Reichhelm left with a sense of relief at escaping from a madhouse. At Döberitz he could lay his hands on only a dozen vehicles. Finding Wenck and the headquarters of the Twelfth Army was even harder. Eventually, he found Wenck in the sapper school at Rosslau on the opposite bank of the Elbe from Dessau. To his great pleasure, he saw that the chief operations officer was an old friend, Colonel Baron Hubertus von Humboldt-Dachroeden. Part of the Twelfth Army, he heard, was made up with ‘astonishingly willing young soldiers trained for half a year in officers’ schools’, as well as many NCOs with front experience who had returned from hospital. Both officers greatly admired their army commander. Wenck was young, flexible and a good field commander who ‘could look soldiers in the eye’.
Although the headquarters was improvised and had few radio sets, they found that they could use the local telephone network, which was still functioning well. The army was better supplied than most thanks to the army ammunition base at Altengrabow and the number of stranded barges and boats in the Havelsee. Wenck refused to follow Hitler’s ‘Nero’ order, and he prevented the destruction of the electricity plant at Golpa, south-east of Dessau, one of the main electricity supply points for Berlin. On Wenck’s orders, the Infantry Division Hutten provided guards to prevent any fanatics from trying to blow it up.
The Twelfth Army’s principal task was to prepare for an attack by the American Ninth Army ‘along and either side of the Hanover-Magdeburg autobahn’. The Americans were expected to develop a bridgehead on the east bank of the Elbe and then head for Berlin. The first attack took place sooner than expected. ‘On 12 April, the first contact report arrived of the enemy attempt to cross near Schönebeck and Barby.’ The Scharnhorst Infantry Division attempted to counterattack with a battalion and a few assault guns on the following day. They put up fierce resistance on the first day, but they found the enemy, especially the US Air Force, far too strong.
Reichhelm realized that if the Americans were to cross the Elbe in force, there was ‘no other possibility but to surrender’. The Twelfth Army could not have continued to fight ‘for more than one or two days’. Humboldt was of exactly the same opinion. The Americans were across the Elbe in a number of places. By Saturday 14 April, SHAEF recorded, ‘the Ninth Army has occupied Wittenberge, 100 kilometres north of Magdeburg. Three battalions of the 83rd Infantry Division have crossed the Elbe at Kameritz to the south-east of Magdeburg.’ The 5th Armored Division, meanwhile, had reached the Elbe on a twenty-five kilometre front around Tangermünde. On 15 April, Wenck’s Twelfth Army mounted a strong counter-attack against the 83rd Infantry Division near Zerbst, but this was repulsed.
The bridgeheads across the Elbe appeared to present more of a problem to Eisenhower than an opportunity. He spoke to General Bradley, the army group commander, to ask his view about pushing on to Berlin. He wanted to know his view of the casualties they would have to face taking the city.
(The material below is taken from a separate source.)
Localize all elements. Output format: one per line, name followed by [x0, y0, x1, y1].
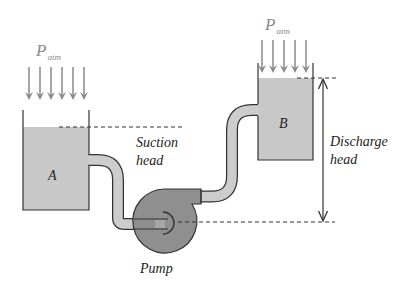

Bradley estimated that it might involve 100,000 casualties (a figure which, he later admitted, was far too high). He then added that it would be a stiff price to pay for a prestige objective when they would have to withdraw again once Germany surrendered. This clearly coincided with Eisenhower’s thoughts, although he claimed later that the ‘future division of Germany did not influence our military plans for the final conquest of the country’.
Eisenhower was also concerned about his extended lines of communication. The British Second Army was on the edge of Bremen, the US First Army was approaching Leipzig and Patton’s lead units were close to the Czechoslovak border. The distances were so great that forward units had to be supplied by Dakotas. Large numbers of civilians, including prison and concentration camp inmates, also had to be fed. Considerable resources were required. Like many others, Eisenhower was totally unprepared for the full horror of the concentration camps. Seeing such unbelievable suffering at first hand affected many for years afterwards in a liberator’s version of survivor guilt.
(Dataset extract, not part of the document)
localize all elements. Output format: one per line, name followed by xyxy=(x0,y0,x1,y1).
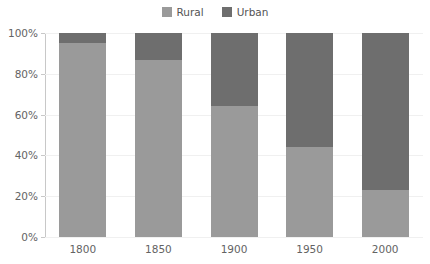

Commanders on the Western Front had little idea of the situation on the Eastern Front. They did not appreciate quite how keen the German Army was to allow the Americans in to Berlin before the Red A
rmy reached it. ‘Soldiers and officers,’ observed Colonel de Maizière of the OKH, ‘believed that it was far better to be beaten by the west. The exhausted Wehrmacht fought to the end purely to leave the Russians as little territory as possible.’ The instincts of Simpson and his formation commanders in the Ninth Army proved much more accurate than those of the Supreme Commander. They estimated that there would be pockets of resistance but that these could be bypassed in a charge to the capital of the Reich, which lay less than 100 kilometres away.
The 83rd Infantry Division had already set up a bridge capable of taking the 2nd Armored Division’s tanks, and during the night of Saturday 14 April, vehicles crossed in a steady stream. The forces in the bridgehead, which now stretched to Zerbst, started to build up rapidly. The excitement among the American troops was infectious. They longed for their orders to move out. But early on the Sunday morning, 15 April, their army commander, General Simpson, was summoned by General Bradley to his army group headquarters at Wiesbaden. Bradley met Simpson at the airfield. They shook hands as he climbed out of the plane. Bradley, without any preamble, told him that the Ninth Army was to halt on the Elbe. It was not to advance any further in the direction of Berlin.
‘Where in the hell did you get this?’ Simpson asked.
‘From Ike,’ Bradley answered.
Simpson, feeling dazed and dejected, flew back to his headquarters, wondering how he was going to tell his commanders and his men.